Crazy in love
If yesterday was feelgood day, filmwise, today has been crazy-venting-female-day.
In Schwesterherz (Twisted Sister), Heike Makatsch plays Anna, a high rolling music industry drone hitting burn out. While her life appears to be highly successful, she in fact hates her job and everything about her life, projecting her self loathing onto all around her: her mother, her feckless boyfriend and the younger, innocent sister Marie (Anna Maria Muhe, the spitting image of Hayden Panettiere, the cheerleader in Heroes) who she’s treating to a holiday.
Over the space of a couple of days, the power balance between them shifts as Marie’s wide-eyed admiration turns to pity for her damaged older sister who’s losing her grip on her career and her relationship.
It builds to a devastating confrontation and a superb fade-to-black transition that captures Anna’s dislocated state in the most simple but powerful way.
On a much lighter note, Julie Delpy’s comedy, Two Days in Paris, also features a lead female who may well be utterly crazy, but this time it’s all played for laughs. And they never stop coming.
There’s a great moment when Adam Goldberg protests that he’s not in some French farce, when everyone watching this film knows he is.
He’s the hapless American boyfriend being dragged around Paris by his French girlfriend, never quite knowing what everyone’s talking about, why she’s always getting into violent arguments with strangers, and slowly realising that she may have slept with half the city’s male population.
Goldberg and Delpy riff off each other brilliantly and there’s a real feeling of two comedians improvising expertly with each other and the array of oddballs they encounter, the oddest of whom are Marion’s parents (played by Delpy’s real life actor parents).
It’s a super sharp screwball that isn’t afraid to get serious now and then, although you’re never far away from a laugh out loud moment.
A great film to end this festival on.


[Work to complete]
Nothing but a full, exact copy of the data is needed.

[The input]
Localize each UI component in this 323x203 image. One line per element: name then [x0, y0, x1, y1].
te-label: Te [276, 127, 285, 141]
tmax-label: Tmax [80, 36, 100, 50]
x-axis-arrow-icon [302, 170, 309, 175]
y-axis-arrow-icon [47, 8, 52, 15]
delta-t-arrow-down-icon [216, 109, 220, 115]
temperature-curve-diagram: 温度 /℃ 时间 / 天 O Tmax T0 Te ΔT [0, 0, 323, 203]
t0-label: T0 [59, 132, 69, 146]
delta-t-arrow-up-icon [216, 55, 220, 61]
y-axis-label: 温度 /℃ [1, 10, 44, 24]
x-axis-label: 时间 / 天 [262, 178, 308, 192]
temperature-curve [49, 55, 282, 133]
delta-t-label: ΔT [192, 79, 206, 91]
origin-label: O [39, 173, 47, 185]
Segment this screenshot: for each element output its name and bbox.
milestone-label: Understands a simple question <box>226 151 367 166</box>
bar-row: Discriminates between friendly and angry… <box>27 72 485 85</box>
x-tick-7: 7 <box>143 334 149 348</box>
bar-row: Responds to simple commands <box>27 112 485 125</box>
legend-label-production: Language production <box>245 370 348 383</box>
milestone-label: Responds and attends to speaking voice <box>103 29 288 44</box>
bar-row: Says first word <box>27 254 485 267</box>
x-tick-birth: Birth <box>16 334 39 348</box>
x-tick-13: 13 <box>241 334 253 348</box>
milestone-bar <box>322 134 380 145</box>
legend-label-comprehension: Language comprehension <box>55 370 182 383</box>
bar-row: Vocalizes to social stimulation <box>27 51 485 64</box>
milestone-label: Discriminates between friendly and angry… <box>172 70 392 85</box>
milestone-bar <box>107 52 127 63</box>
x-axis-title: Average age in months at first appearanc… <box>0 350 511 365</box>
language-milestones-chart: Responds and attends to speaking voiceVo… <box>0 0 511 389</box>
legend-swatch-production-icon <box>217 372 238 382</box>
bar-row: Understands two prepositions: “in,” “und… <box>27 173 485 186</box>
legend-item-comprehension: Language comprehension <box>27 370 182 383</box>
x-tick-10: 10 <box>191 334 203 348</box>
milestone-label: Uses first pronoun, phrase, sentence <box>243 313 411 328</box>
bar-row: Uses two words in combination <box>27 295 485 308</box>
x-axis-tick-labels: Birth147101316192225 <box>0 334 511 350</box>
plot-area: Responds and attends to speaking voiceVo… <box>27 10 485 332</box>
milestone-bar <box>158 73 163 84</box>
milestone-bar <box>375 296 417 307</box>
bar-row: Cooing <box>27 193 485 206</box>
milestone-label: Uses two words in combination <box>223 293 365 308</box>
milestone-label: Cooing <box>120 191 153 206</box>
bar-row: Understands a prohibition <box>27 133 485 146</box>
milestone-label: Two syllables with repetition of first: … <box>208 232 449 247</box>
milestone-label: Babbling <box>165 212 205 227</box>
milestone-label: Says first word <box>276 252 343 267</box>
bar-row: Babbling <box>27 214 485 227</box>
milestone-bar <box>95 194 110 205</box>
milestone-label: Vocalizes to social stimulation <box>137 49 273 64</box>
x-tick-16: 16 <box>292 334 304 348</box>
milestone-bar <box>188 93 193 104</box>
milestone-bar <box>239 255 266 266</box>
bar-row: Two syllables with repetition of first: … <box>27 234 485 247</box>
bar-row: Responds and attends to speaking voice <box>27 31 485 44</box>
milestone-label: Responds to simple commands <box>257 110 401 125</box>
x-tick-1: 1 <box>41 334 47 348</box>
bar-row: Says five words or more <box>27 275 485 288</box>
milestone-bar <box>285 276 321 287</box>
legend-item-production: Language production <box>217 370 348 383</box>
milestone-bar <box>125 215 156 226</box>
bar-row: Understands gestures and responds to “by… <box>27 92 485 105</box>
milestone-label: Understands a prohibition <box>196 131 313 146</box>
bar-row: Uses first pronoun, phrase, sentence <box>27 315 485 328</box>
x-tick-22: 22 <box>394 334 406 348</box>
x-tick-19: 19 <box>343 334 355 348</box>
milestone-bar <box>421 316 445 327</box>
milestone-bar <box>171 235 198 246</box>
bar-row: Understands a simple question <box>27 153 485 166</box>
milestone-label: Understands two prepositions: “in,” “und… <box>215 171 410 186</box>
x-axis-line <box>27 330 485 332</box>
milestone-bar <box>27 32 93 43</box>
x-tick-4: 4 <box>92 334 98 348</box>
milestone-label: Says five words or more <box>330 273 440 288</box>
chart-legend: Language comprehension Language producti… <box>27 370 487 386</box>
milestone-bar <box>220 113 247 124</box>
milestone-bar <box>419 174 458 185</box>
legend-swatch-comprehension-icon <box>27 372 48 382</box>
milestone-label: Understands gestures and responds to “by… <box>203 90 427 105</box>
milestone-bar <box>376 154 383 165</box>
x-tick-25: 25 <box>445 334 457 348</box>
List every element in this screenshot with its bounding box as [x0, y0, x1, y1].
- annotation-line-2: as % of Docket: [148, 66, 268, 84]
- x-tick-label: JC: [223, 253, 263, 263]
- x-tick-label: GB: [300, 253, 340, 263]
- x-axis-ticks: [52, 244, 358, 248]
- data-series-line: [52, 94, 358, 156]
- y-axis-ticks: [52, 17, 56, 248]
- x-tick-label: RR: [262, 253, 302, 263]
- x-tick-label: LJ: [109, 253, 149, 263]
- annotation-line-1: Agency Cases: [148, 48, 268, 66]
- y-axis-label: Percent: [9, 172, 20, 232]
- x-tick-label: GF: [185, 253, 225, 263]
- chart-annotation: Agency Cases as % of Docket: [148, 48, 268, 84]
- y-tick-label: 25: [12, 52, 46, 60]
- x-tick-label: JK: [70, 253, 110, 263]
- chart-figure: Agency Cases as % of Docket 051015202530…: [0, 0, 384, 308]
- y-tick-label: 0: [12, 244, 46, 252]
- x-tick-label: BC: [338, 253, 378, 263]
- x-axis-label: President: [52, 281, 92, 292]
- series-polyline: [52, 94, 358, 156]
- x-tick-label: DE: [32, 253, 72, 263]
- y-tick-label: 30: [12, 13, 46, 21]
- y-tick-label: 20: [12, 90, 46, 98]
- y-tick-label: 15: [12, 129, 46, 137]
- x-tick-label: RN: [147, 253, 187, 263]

[Solution below]
Localize each UI component in this 323x203 image. One line per element: name then [x0, y0, x1, y1].
te-label: Te [276, 127, 285, 141]
tmax-label: Tmax [80, 36, 100, 50]
x-axis-arrow-icon [302, 170, 309, 175]
y-axis-arrow-icon [47, 8, 52, 15]
delta-t-arrow-down-icon [216, 109, 220, 115]
temperature-curve-diagram: 温度 /℃ 时间 / 天 O Tmax T0 Te ΔT [0, 0, 323, 203]
t0-label: T0 [59, 132, 69, 146]
delta-t-arrow-up-icon [216, 55, 220, 61]
y-axis-label: 温度 /℃ [1, 10, 44, 24]
x-axis-label: 时间 / 天 [262, 178, 308, 192]
temperature-curve [49, 55, 282, 133]
delta-t-label: ΔT [192, 79, 206, 91]
origin-label: O [39, 173, 47, 185]
Segment this screenshot: for each element output its name and bbox.
milestone-label: Understands a simple question <box>226 151 367 166</box>
bar-row: Discriminates between friendly and angry… <box>27 72 485 85</box>
x-tick-7: 7 <box>143 334 149 348</box>
bar-row: Responds to simple commands <box>27 112 485 125</box>
legend-label-production: Language production <box>245 370 348 383</box>
milestone-label: Responds and attends to speaking voice <box>103 29 288 44</box>
bar-row: Says first word <box>27 254 485 267</box>
x-tick-birth: Birth <box>16 334 39 348</box>
x-tick-13: 13 <box>241 334 253 348</box>
milestone-bar <box>322 134 380 145</box>
legend-label-comprehension: Language comprehension <box>55 370 182 383</box>
bar-row: Vocalizes to social stimulation <box>27 51 485 64</box>
milestone-label: Discriminates between friendly and angry… <box>172 70 392 85</box>
milestone-bar <box>107 52 127 63</box>
x-axis-title: Average age in months at first appearanc… <box>0 350 511 365</box>
language-milestones-chart: Responds and attends to speaking voiceVo… <box>0 0 511 389</box>
legend-swatch-production-icon <box>217 372 238 382</box>
bar-row: Understands two prepositions: “in,” “und… <box>27 173 485 186</box>
legend-item-comprehension: Language comprehension <box>27 370 182 383</box>
x-tick-10: 10 <box>191 334 203 348</box>
milestone-label: Uses first pronoun, phrase, sentence <box>243 313 411 328</box>
bar-row: Uses two words in combination <box>27 295 485 308</box>
x-axis-tick-labels: Birth147101316192225 <box>0 334 511 350</box>
plot-area: Responds and attends to speaking voiceVo… <box>27 10 485 332</box>
milestone-bar <box>158 73 163 84</box>
milestone-bar <box>375 296 417 307</box>
bar-row: Cooing <box>27 193 485 206</box>
milestone-label: Uses two words in combination <box>223 293 365 308</box>
milestone-label: Cooing <box>120 191 153 206</box>
bar-row: Understands a prohibition <box>27 133 485 146</box>
milestone-label: Two syllables with repetition of first: … <box>208 232 449 247</box>
milestone-label: Babbling <box>165 212 205 227</box>
milestone-label: Says first word <box>276 252 343 267</box>
bar-row: Babbling <box>27 214 485 227</box>
milestone-bar <box>95 194 110 205</box>
milestone-label: Vocalizes to social stimulation <box>137 49 273 64</box>
x-tick-16: 16 <box>292 334 304 348</box>
milestone-bar <box>188 93 193 104</box>
milestone-bar <box>239 255 266 266</box>
bar-row: Two syllables with repetition of first: … <box>27 234 485 247</box>
bar-row: Responds and attends to speaking voice <box>27 31 485 44</box>
milestone-label: Responds to simple commands <box>257 110 401 125</box>
x-tick-1: 1 <box>41 334 47 348</box>
bar-row: Says five words or more <box>27 275 485 288</box>
milestone-bar <box>285 276 321 287</box>
legend-item-production: Language production <box>217 370 348 383</box>
milestone-bar <box>125 215 156 226</box>
bar-row: Understands gestures and responds to “by… <box>27 92 485 105</box>
milestone-label: Understands a prohibition <box>196 131 313 146</box>
bar-row: Uses first pronoun, phrase, sentence <box>27 315 485 328</box>
x-tick-22: 22 <box>394 334 406 348</box>
x-tick-19: 19 <box>343 334 355 348</box>
milestone-bar <box>421 316 445 327</box>
milestone-bar <box>171 235 198 246</box>
bar-row: Understands a simple question <box>27 153 485 166</box>
milestone-label: Understands two prepositions: “in,” “und… <box>215 171 410 186</box>
x-axis-line <box>27 330 485 332</box>
milestone-bar <box>27 32 93 43</box>
x-tick-4: 4 <box>92 334 98 348</box>
milestone-label: Says five words or more <box>330 273 440 288</box>
chart-legend: Language comprehension Language producti… <box>27 370 487 386</box>
milestone-bar <box>220 113 247 124</box>
milestone-bar <box>419 174 458 185</box>
legend-swatch-comprehension-icon <box>27 372 48 382</box>
milestone-label: Understands gestures and responds to “by… <box>203 90 427 105</box>
milestone-bar <box>376 154 383 165</box>
x-tick-25: 25 <box>445 334 457 348</box>
List every element in this screenshot with its bounding box as [x0, y0, x1, y1].
- annotation-line-2: as % of Docket: [148, 66, 268, 84]
- x-tick-label: JC: [223, 253, 263, 263]
- x-tick-label: GB: [300, 253, 340, 263]
- x-axis-ticks: [52, 244, 358, 248]
- data-series-line: [52, 94, 358, 156]
- y-axis-ticks: [52, 17, 56, 248]
- x-tick-label: RR: [262, 253, 302, 263]
- x-tick-label: LJ: [109, 253, 149, 263]
- annotation-line-1: Agency Cases: [148, 48, 268, 66]
- y-axis-label: Percent: [9, 172, 20, 232]
- x-tick-label: GF: [185, 253, 225, 263]
- chart-annotation: Agency Cases as % of Docket: [148, 48, 268, 84]
- y-tick-label: 25: [12, 52, 46, 60]
- x-tick-label: JK: [70, 253, 110, 263]
- chart-figure: Agency Cases as % of Docket 051015202530…: [0, 0, 384, 308]
- y-tick-label: 0: [12, 244, 46, 252]
- x-tick-label: BC: [338, 253, 378, 263]
- x-axis-label: President: [52, 281, 92, 292]
- series-polyline: [52, 94, 358, 156]
- x-tick-label: DE: [32, 253, 72, 263]
- y-tick-label: 30: [12, 13, 46, 21]
- y-tick-label: 20: [12, 90, 46, 98]
- y-tick-label: 15: [12, 129, 46, 137]
- x-tick-label: RN: [147, 253, 187, 263]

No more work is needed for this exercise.